DOJ and the Courts Say the NFA is a Tax…The Senate Parliamentarian Has No Choice But to Rule That Way, Too
At this point everyone following the National Firearms Act debate is well aware of then-Attorney General Cummings’ famous testimony in […]
At this point everyone following the National Firearms Act debate is well aware of then-Attorney General Cummings’ famous testimony in […]
The Senate’s move to gut large sections of the NFA is one of the most significant pro-gun reforms in nearly a century. But unless the holes are closed, gun owners could face legal limbo in anti-gun states and suppressor sales could stall at a critical moment.
Typically there’s some trade-off between reducing sound at the shooter’s ear and increasing downrange sound, but in the case of the ROC556L it was all-around one of the very quietest suppressed AR-15 setups we’ve shot.
Giffords’ push poll claims that the Hearing Protection Act would eliminate background checks on suppressor sales. That is an outright lie and Giffords knows it.
Anti-gun logic: Mass murderers use silencers (they don’t) so their victims can’t hear the gun shots (from bullets that go
The case revolves around Jamond M. Rush, who was charged with being in possession of an unregistered SBR. He has been convicted and sentenced to 30 months in prison “for possessing a firearm that is in common use for lawful purposes.”
As the U.S. Senate begins work on the House-passed reconciliation bill—cheekily dubbed the “One Big Beautiful Bill,” gun owners nationwide
“If we doubled it, if we just went to $400, you could sell only half as many and not lose a penny in revenue. If we tripled it, you might actually discourage some sales of silencers. Wouldn’t that be a good thing for us to be doing in this committee?”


The problem:
Provide the number of lines in the entries below containing "delta", with no further words.

** Material shown follows **

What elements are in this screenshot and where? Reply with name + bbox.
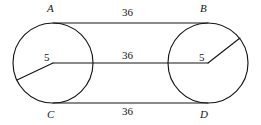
point-label-b: B [200,3,207,14]
geometry-figure: A B C D 5 5 36 36 36 [0,0,261,125]
middle-segment-length-label: 36 [122,50,133,61]
point-label-c: C [47,109,54,120]
point-label-d: D [200,109,208,120]
top-segment-length-label: 36 [122,7,133,18]
point-label-a: A [47,3,54,14]
right-radius-label: 5 [199,52,205,63]
bottom-segment-length-label: 36 [122,106,133,117]
left-radius-line [17,63,53,80]
right-radius-line [208,38,240,63]
left-radius-label: 5 [44,52,50,63]
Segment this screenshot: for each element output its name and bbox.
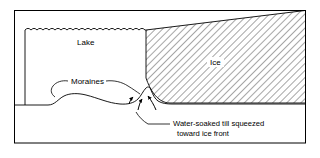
water-soaked-till-leader (136, 112, 170, 124)
till-flow-arrow-mid-icon (138, 99, 142, 110)
glacial-lake-cross-section-diagram: Moraines Water-soaked till squeezed towa… (0, 0, 320, 158)
figure-root: Moraines Water-soaked till squeezed towa… (0, 0, 320, 158)
water-soaked-till-annotation: Water-soaked till squeezed toward ice fr… (136, 112, 264, 138)
ice-region (146, 11, 305, 104)
water-soaked-till-label-line1: Water-soaked till squeezed (173, 119, 264, 128)
moraines-label: Moraines (71, 77, 104, 86)
moraines-annotation: Moraines (51, 77, 140, 97)
ice-label: Ice (210, 58, 221, 67)
lake-water-surface-wavy-line (25, 28, 146, 30)
ice-label-group: Ice (207, 57, 224, 67)
moraines-leader-right (106, 81, 140, 94)
till-flow-arrows (129, 96, 156, 110)
lake-label: Lake (77, 38, 95, 47)
water-soaked-till-label-line2: toward ice front (177, 129, 230, 138)
ice-hatch-fill (146, 11, 305, 104)
moraines-leader-left (51, 81, 68, 97)
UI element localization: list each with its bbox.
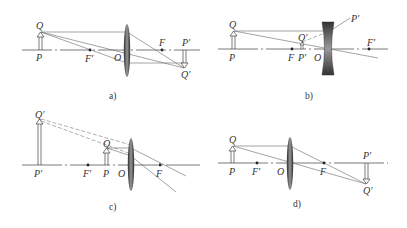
- virtual-image-arrow: [300, 42, 304, 49]
- convex-lens: [128, 138, 134, 191]
- label-O: O: [114, 52, 121, 63]
- caption-a: a): [109, 91, 116, 102]
- object-arrow: [103, 148, 110, 165]
- label-P-image: P′: [33, 168, 43, 179]
- label-F: F: [287, 52, 295, 63]
- panel-c: Q′ P′ F′ P Q O F c): [22, 109, 200, 213]
- label-F: F: [319, 166, 327, 177]
- ray-through-center: [233, 146, 366, 184]
- focal-point-back: [161, 49, 164, 52]
- label-Q: Q: [229, 134, 237, 145]
- label-P-image: P′: [297, 52, 307, 63]
- concave-lens: [322, 22, 334, 75]
- image-arrow: [363, 163, 370, 184]
- label-Q: Q: [229, 19, 237, 30]
- panel-a: Q P F′ O F P′ Q′ a): [22, 20, 200, 102]
- caption-c: c): [109, 202, 116, 213]
- label-O: O: [277, 166, 284, 177]
- label-Q-image: Q′: [363, 185, 373, 196]
- label-P: P: [102, 168, 109, 179]
- caption-d: d): [293, 199, 301, 210]
- label-Q-image: Q′: [35, 109, 45, 120]
- label-P-image: P′: [181, 37, 191, 48]
- label-Q-image: Q′: [298, 32, 308, 43]
- label-Q: Q: [103, 138, 111, 149]
- focal-point-back: [159, 164, 162, 167]
- label-F-prime: F′: [366, 37, 376, 48]
- ray-through-focus: [290, 146, 366, 184]
- label-F-prime: F′: [82, 168, 92, 179]
- ray-through-center-in: [107, 148, 131, 156]
- ray-through-center-out: [131, 156, 176, 192]
- focal-point-back: [368, 48, 371, 51]
- label-P: P: [35, 52, 42, 63]
- panel-b: Q P F P′ Q′ O F′ P′ b): [218, 13, 388, 102]
- focal-point-back: [323, 162, 326, 165]
- convex-lens: [124, 24, 130, 77]
- virtual-image-arrow: [36, 119, 43, 165]
- label-P-image: P′: [362, 150, 372, 161]
- caption-b: b): [305, 91, 313, 102]
- label-F: F: [155, 168, 163, 179]
- focal-point-front: [256, 162, 259, 165]
- focal-point-front: [291, 48, 294, 51]
- label-Q-image: Q′: [181, 69, 191, 80]
- object-arrow: [37, 32, 44, 50]
- label-O: O: [314, 52, 321, 63]
- convex-lens: [287, 137, 293, 190]
- label-P-upper: P′: [350, 13, 360, 24]
- focal-point-front: [87, 164, 90, 167]
- label-P: P: [228, 52, 235, 63]
- image-arrow: [181, 50, 188, 68]
- label-F-prime: F′: [84, 53, 94, 64]
- label-Q: Q: [36, 20, 44, 31]
- object-arrow: [229, 146, 236, 163]
- object-arrow: [230, 31, 237, 49]
- focal-point-front: [89, 49, 92, 52]
- panel-d: Q P F′ O F P′ Q′ d): [218, 134, 388, 210]
- optics-figure: Q P F′ O F P′ Q′ a) Q P F P′ Q′: [0, 0, 407, 228]
- virtual-ray-1: [41, 119, 131, 145]
- virtual-ray-2: [41, 121, 131, 154]
- label-F-prime: F′: [251, 166, 261, 177]
- label-O: O: [118, 168, 125, 179]
- label-P: P: [228, 166, 235, 177]
- label-F: F: [158, 37, 166, 48]
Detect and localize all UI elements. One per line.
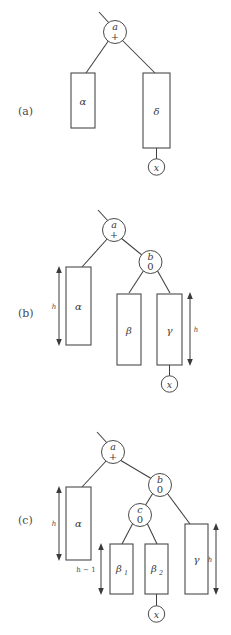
panel-c-subtree-alpha-label: α bbox=[75, 518, 82, 529]
panel-b-height-marker-alpha: h bbox=[52, 266, 62, 346]
panel-a-edge-a-delta bbox=[122, 40, 155, 73]
figure-container: (a) a + α δ x (b) a + bbox=[0, 0, 231, 635]
panel-b-edge-a-alpha bbox=[82, 238, 108, 267]
panel-c: (c) a + b 0 c 0 α bbox=[18, 432, 219, 622]
panel-b-subtree-alpha-label: α bbox=[75, 301, 82, 312]
avl-rebalance-figure: (a) a + α δ x (b) a + bbox=[0, 0, 231, 635]
panel-b-subtree-gamma-label: γ bbox=[167, 325, 173, 336]
panel-c-edge-a-b bbox=[120, 460, 152, 479]
panel-c-edge-b-c bbox=[145, 493, 153, 506]
panel-c-label: (c) bbox=[18, 514, 33, 527]
panel-a-label: (a) bbox=[18, 105, 33, 118]
panel-c-node-b-balance: 0 bbox=[157, 484, 163, 495]
panel-b-node-b-balance: 0 bbox=[147, 261, 153, 272]
panel-c-height-label-gamma: h bbox=[208, 556, 213, 564]
panel-b-node-a-balance: + bbox=[110, 229, 118, 240]
panel-c-subtree-beta2-label: β bbox=[150, 563, 157, 574]
panel-c-height-marker-gamma: h bbox=[208, 523, 219, 595]
panel-a-node-a-balance: + bbox=[111, 31, 119, 42]
panel-c-height-marker-alpha: h bbox=[52, 486, 62, 561]
panel-b-edge-a-b bbox=[121, 238, 143, 256]
panel-b-edge-b-beta bbox=[129, 270, 144, 293]
panel-b: (b) a + b 0 α h β γ bbox=[18, 210, 198, 392]
panel-c-node-c-balance: 0 bbox=[137, 514, 143, 525]
panel-a: (a) a + α δ x bbox=[18, 12, 170, 175]
panel-a-edge-a-alpha bbox=[86, 40, 109, 73]
panel-a-subtree-alpha-label: α bbox=[80, 96, 87, 107]
panel-c-subtree-beta2-index: 2 bbox=[158, 569, 163, 577]
panel-b-node-x-name: x bbox=[167, 379, 173, 390]
panel-b-height-label-alpha: h bbox=[52, 303, 57, 311]
panel-c-subtree-beta1-index: 1 bbox=[124, 569, 128, 577]
panel-b-height-label-gamma: h bbox=[194, 326, 199, 334]
panel-c-edge-c-beta1 bbox=[122, 523, 133, 544]
panel-c-node-x-name: x bbox=[154, 609, 160, 620]
panel-b-height-marker-gamma: h bbox=[187, 292, 198, 366]
panel-b-label: (b) bbox=[18, 307, 34, 320]
panel-c-subtree-gamma-label: γ bbox=[194, 554, 200, 565]
panel-c-height-label-beta1: h − 1 bbox=[76, 566, 95, 574]
panel-c-edge-b-gamma bbox=[167, 493, 190, 524]
panel-c-edge-a-alpha bbox=[82, 460, 107, 487]
panel-c-edge-c-beta2 bbox=[147, 523, 157, 544]
panel-b-edge-b-gamma bbox=[157, 270, 170, 293]
panel-c-height-label-alpha: h bbox=[52, 520, 57, 528]
panel-c-node-a-balance: + bbox=[109, 451, 117, 462]
panel-a-node-x-name: x bbox=[154, 162, 160, 173]
panel-c-subtree-beta1-label: β bbox=[115, 563, 122, 574]
panel-b-subtree-beta-label: β bbox=[125, 325, 132, 336]
panel-a-subtree-delta-label: δ bbox=[153, 106, 159, 117]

** End of Material shown **

Response box:
2